Dominion is a model of clarity compared to Appalachian Power, which is being besieged now by angry customers looking at huge winter bills. On its website, deciphering the existing rate adjustment charges involves plowing through a 139-page document. They do not want you to figure this out, or they wouldn’t make it this hard.  The VCEA-related charges are not significant for APCo customers at this point but they will be in the future.

Dominion’s future VCEA compliance costs will also grow from here, as reported previously.

According to a chart (above) included in another Dominion regulatory filing, the combined cost of compliance with several combined VCEA mandates is $17.89 per 1,000 kwh in 2025, or $215 per year. Dominion estimates that cost will rise to $282 annually by 2030 and $626 annually by 2035 (over $50 per month). That is using Dominion’s preferred projection method. 

Under another projection using assumptions the State Corporation Commission staff believes are more accurate, it will be $314 annually by 2030 and $826 annually by 2035 (almost $69 per month).  Don’t ignore the costs this is imposing on business users, who seek to pass it on to their customers. 
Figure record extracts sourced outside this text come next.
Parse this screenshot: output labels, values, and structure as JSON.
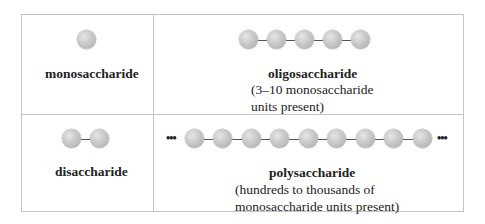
{
  "cells": {
    "monosaccharide": {
      "name": "monosaccharide",
      "units_drawn": 1
    },
    "oligosaccharide": {
      "name": "oligosaccharide",
      "desc_line1": "(3–10 monosaccharide",
      "desc_line2": "units present)",
      "units_drawn": 5
    },
    "disaccharide": {
      "name": "disaccharide",
      "units_drawn": 2
    },
    "polysaccharide": {
      "name": "polysaccharide",
      "desc_line1": "(hundreds to thousands of",
      "desc_line2": "monosaccharide units present)",
      "units_drawn": 9,
      "ellipsis_left": "•••",
      "ellipsis_right": "•••"
    }
  },
  "colors": {
    "border": "#c4c4c4",
    "sphere": "#c8c8c8",
    "bond": "#555555"
  }
}
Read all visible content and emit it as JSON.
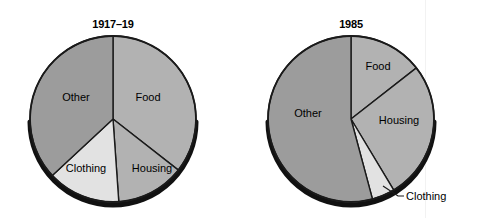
{
  "figure": {
    "background_color": "#ffffff",
    "width": 477,
    "height": 218
  },
  "palette": {
    "food": "#b2b2b2",
    "housing": "#b2b2b2",
    "clothing": "#e2e2e2",
    "other": "#9c9c9c",
    "outline": "#1a1a1a",
    "shadow": "#111111",
    "text": "#000000"
  },
  "charts": [
    {
      "id": "pie-1917-19",
      "title": "1917–19",
      "center": {
        "x": 113,
        "y": 119
      },
      "radius": 83,
      "labels_inside": [
        {
          "name": "Other",
          "x": 76,
          "y": 97
        },
        {
          "name": "Food",
          "x": 148,
          "y": 97
        },
        {
          "name": "Clothing",
          "x": 86,
          "y": 168
        },
        {
          "name": "Housing",
          "x": 152,
          "y": 168
        }
      ]
    },
    {
      "id": "pie-1985",
      "title": "1985",
      "center": {
        "x": 351,
        "y": 119
      },
      "radius": 83,
      "labels_inside": [
        {
          "name": "Other",
          "x": 308,
          "y": 113
        },
        {
          "name": "Food",
          "x": 378,
          "y": 66
        },
        {
          "name": "Housing",
          "x": 399,
          "y": 120
        }
      ],
      "labels_outside": [
        {
          "name": "Clothing",
          "x": 405,
          "y": 195
        }
      ]
    }
  ],
  "chart_data": [
    {
      "type": "pie",
      "title": "1917–19",
      "categories": [
        "Food",
        "Housing",
        "Clothing",
        "Other"
      ],
      "values": [
        35.5,
        13.3,
        14.2,
        37.0
      ],
      "units": "percent",
      "angles_deg": [
        128,
        48,
        51,
        133
      ],
      "start_angle_deg": 0,
      "direction": "clockwise",
      "colors": [
        "#b2b2b2",
        "#b2b2b2",
        "#e2e2e2",
        "#9c9c9c"
      ],
      "labels": [
        "Food",
        "Housing",
        "Clothing",
        "Other"
      ],
      "legend": "none",
      "xlabel": "",
      "ylabel": ""
    },
    {
      "type": "pie",
      "title": "1985",
      "categories": [
        "Food",
        "Housing",
        "Clothing",
        "Other"
      ],
      "values": [
        14.4,
        26.9,
        4.5,
        54.2
      ],
      "units": "percent",
      "angles_deg": [
        52,
        97,
        16,
        195
      ],
      "start_angle_deg": 0,
      "direction": "clockwise",
      "colors": [
        "#b2b2b2",
        "#b2b2b2",
        "#e2e2e2",
        "#9c9c9c"
      ],
      "labels": [
        "Food",
        "Housing",
        "Clothing",
        "Other"
      ],
      "legend": "none",
      "xlabel": "",
      "ylabel": ""
    }
  ]
}
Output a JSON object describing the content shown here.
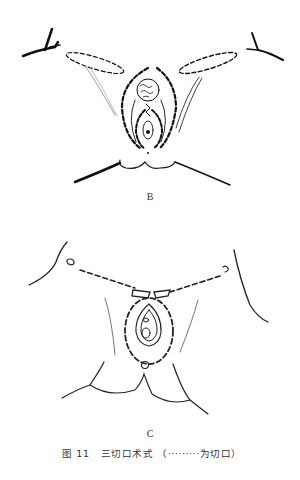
{
  "figure": {
    "panels": [
      {
        "label": "B"
      },
      {
        "label": "C"
      }
    ],
    "caption": {
      "number": "图 11",
      "title": "三切口术式",
      "note": "（·········为切口）"
    }
  }
}
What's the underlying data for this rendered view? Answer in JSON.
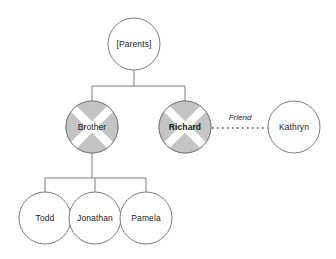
{
  "diagram": {
    "type": "family-genogram",
    "title": "",
    "background_color": "#ffffff",
    "stroke_color": "#7d7d7d",
    "wedge_fill_color": "#c4c4c4",
    "text_color": "#1a1a1a",
    "node_radius": 26,
    "nodes": [
      {
        "id": "parents",
        "label": "[Parents]",
        "shape": "circle",
        "style": "plain",
        "bold": false,
        "cx": 134,
        "cy": 44,
        "r": 26
      },
      {
        "id": "brother",
        "label": "Brother",
        "shape": "circle",
        "style": "crossed-wedges",
        "bold": false,
        "cx": 92,
        "cy": 127,
        "r": 26
      },
      {
        "id": "richard",
        "label": "Richard",
        "shape": "circle",
        "style": "crossed-wedges",
        "bold": true,
        "cx": 185,
        "cy": 127,
        "r": 26
      },
      {
        "id": "kathryn",
        "label": "Kathryn",
        "shape": "circle",
        "style": "plain",
        "bold": false,
        "cx": 294,
        "cy": 127,
        "r": 26
      },
      {
        "id": "todd",
        "label": "Todd",
        "shape": "circle",
        "style": "plain",
        "bold": false,
        "cx": 45,
        "cy": 218,
        "r": 26
      },
      {
        "id": "jonathan",
        "label": "Jonathan",
        "shape": "circle",
        "style": "plain",
        "bold": false,
        "cx": 95,
        "cy": 218,
        "r": 26
      },
      {
        "id": "pamela",
        "label": "Pamela",
        "shape": "circle",
        "style": "plain",
        "bold": false,
        "cx": 146,
        "cy": 218,
        "r": 26
      }
    ],
    "edges": [
      {
        "id": "parents-to-children",
        "from": "parents",
        "to": "brother,richard",
        "style": "solid",
        "label": ""
      },
      {
        "id": "brother-to-children",
        "from": "brother",
        "to": "todd,jonathan,pamela",
        "style": "solid",
        "label": ""
      },
      {
        "id": "richard-kathryn",
        "from": "richard",
        "to": "kathryn",
        "style": "dotted",
        "label": "Friend",
        "label_x": 240,
        "label_y": 118
      }
    ]
  }
}
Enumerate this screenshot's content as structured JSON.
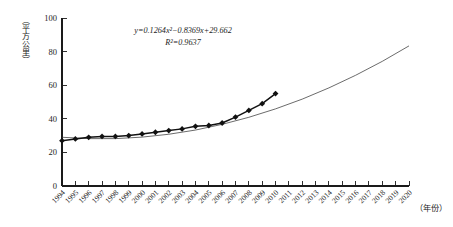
{
  "chart_data": {
    "type": "line",
    "title": "",
    "subtitle": "",
    "xlabel": "（年份）",
    "ylabel": "（平方公里）",
    "xlim": [
      1994,
      2020
    ],
    "ylim": [
      0,
      100
    ],
    "grid": false,
    "legend": "none",
    "x_tick_labels": [
      "1994",
      "1995",
      "1996",
      "1997",
      "1998",
      "1999",
      "2000",
      "2001",
      "2002",
      "2003",
      "2004",
      "2005",
      "2006",
      "2007",
      "2008",
      "2009",
      "2010",
      "2011",
      "2012",
      "2013",
      "2014",
      "2015",
      "2016",
      "2017",
      "2018",
      "2019",
      "2020"
    ],
    "y_tick_labels": [
      "0",
      "20",
      "40",
      "60",
      "80",
      "100"
    ],
    "y_ticks": [
      0,
      20,
      40,
      60,
      80,
      100
    ],
    "series": [
      {
        "name": "observed",
        "marker": "diamond",
        "x": [
          1994,
          1995,
          1996,
          1997,
          1998,
          1999,
          2000,
          2001,
          2002,
          2003,
          2004,
          2005,
          2006,
          2007,
          2008,
          2009,
          2010
        ],
        "values": [
          27,
          28,
          29,
          29.5,
          29.5,
          30,
          31,
          32,
          33,
          34,
          35.5,
          36,
          37.5,
          41,
          45,
          49,
          55
        ]
      },
      {
        "name": "fitted-trend",
        "marker": "none",
        "equation": "y=0.1264x²−0.8369x+29.662",
        "x": [
          1994,
          1996,
          1998,
          2000,
          2002,
          2004,
          2006,
          2008,
          2010,
          2012,
          2014,
          2016,
          2018,
          2020
        ],
        "values": [
          29.0,
          28.2,
          28.2,
          29.1,
          30.8,
          33.3,
          36.7,
          40.9,
          45.9,
          51.7,
          58.4,
          65.9,
          74.2,
          83.4
        ]
      }
    ],
    "annotations": {
      "equation": "y=0.1264x²−0.8369x+29.662",
      "r_squared": "R²=0.9637"
    }
  },
  "colors": {
    "axis": "#1a1a1a",
    "series": "#111111",
    "trend": "#3a3a3a",
    "background": "#ffffff"
  }
}
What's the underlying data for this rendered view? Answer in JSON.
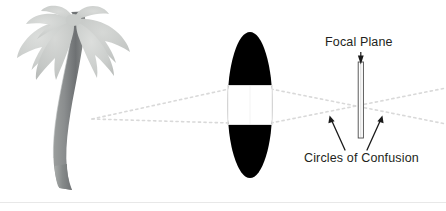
{
  "figure": {
    "type": "optical-diagram",
    "labels": {
      "focal_plane": "Focal Plane",
      "circles_of_confusion": "Circles of Confusion"
    },
    "elements": {
      "subject_icon": "palm-tree-icon",
      "lens_icon": "lens-aperture-icon",
      "focal_plane_icon": "focal-plane-bar-icon",
      "ray_style": "dotted",
      "arrow_down_icon": "arrow-down-icon",
      "arrow_left_icon": "arrow-up-left-icon",
      "arrow_right_icon": "arrow-up-right-icon",
      "baseline_icon": "horizontal-rule-icon"
    },
    "colors": {
      "lens_body": "#000000",
      "aperture": "#ffffff",
      "aperture_border": "#e2e2e2",
      "ray": "#d8d8d8",
      "text": "#231f20",
      "arrow": "#1a1a1a",
      "frond_light": "#d2d4d2",
      "frond_mid": "#c2c5c3",
      "frond_dark": "#b4b7b5",
      "trunk_light": "#a9acab",
      "trunk_dark": "#76797a",
      "baseline": "#e6e6e6"
    }
  }
}
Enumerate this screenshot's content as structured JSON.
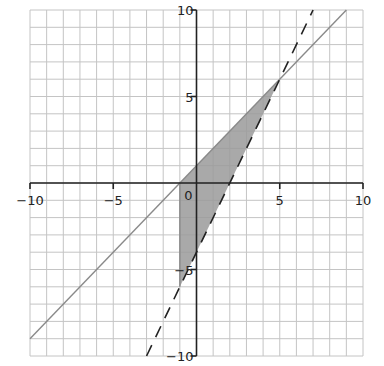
{
  "chart_data": {
    "type": "line",
    "title": "",
    "xlabel": "",
    "ylabel": "",
    "xlim": [
      -10,
      10
    ],
    "ylim": [
      -10,
      10
    ],
    "grid": true,
    "grid_step": 1,
    "x_ticks": [
      {
        "value": -10,
        "label": "−10"
      },
      {
        "value": -5,
        "label": "−5"
      },
      {
        "value": 5,
        "label": "5"
      },
      {
        "value": 10,
        "label": "10"
      }
    ],
    "y_ticks": [
      {
        "value": 10,
        "label": "10"
      },
      {
        "value": 5,
        "label": "5"
      },
      {
        "value": -5,
        "label": "−5"
      },
      {
        "value": -10,
        "label": "−10"
      }
    ],
    "origin_label": "0",
    "series": [
      {
        "name": "y = x + 1",
        "style": "solid",
        "color": "#8a8a8a",
        "points": [
          [
            -10,
            -9
          ],
          [
            9,
            10
          ]
        ]
      },
      {
        "name": "y = 2x - 4",
        "style": "dashed",
        "color": "#222222",
        "points": [
          [
            -3,
            -10
          ],
          [
            7,
            10
          ]
        ]
      },
      {
        "name": "x = -1",
        "style": "solid",
        "color": "#8a8a8a",
        "points": [
          [
            -1,
            0
          ],
          [
            -1,
            -6
          ]
        ]
      }
    ],
    "shaded_region": {
      "description": "feasible region bounded by y <= x + 1, y > 2x - 4, x >= -1",
      "vertices": [
        [
          -1,
          0
        ],
        [
          5,
          6
        ],
        [
          -1,
          -6
        ]
      ],
      "color": "#9a9a9a"
    },
    "intersection_point": [
      5,
      6
    ]
  }
}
For that money, if it includes what it seems to, the customer will get a bunch of solar farms producing electricity less than 25% of the time, a wind farm producing electricity perhaps 40% of the time, and a pile of renewable energy certificates that include no actual energy production. RECs merely subsidize somebody else’s wind or solar or hydro energy. 

And that does not include the impact of pending 2025 legislation to change VCEA, like the massive increase in required battery storage

Here is the language we need in the Code of Virginia somewhere:

A Phase I or Phase II Electric Utility as that term is defined in §56-585.1 of the Code of Virginia shall list on all its monthly bills to customers served under its residential tariffs all the rate adjustment clauses authorized under Section A.6. of §56-585.1 and the amounts due under those clauses on that bill. The utility will provide additional information on its website which clearly identifies which of its list of all approved rate adjustment clauses is currently applied to residential customers, which are not, and which are optional to those customers. The specific purposes of the rate adjustment clauses shall be explained on the website, and whether they do or do not include an authorized rate of return. Rate adjustment clauses which have been combined with the approval of the State Corporation Commission shall be listed in their combined form. 

Keeping you in the dark about the cost of the misguided Virginia Clean Economy Act helps it survive.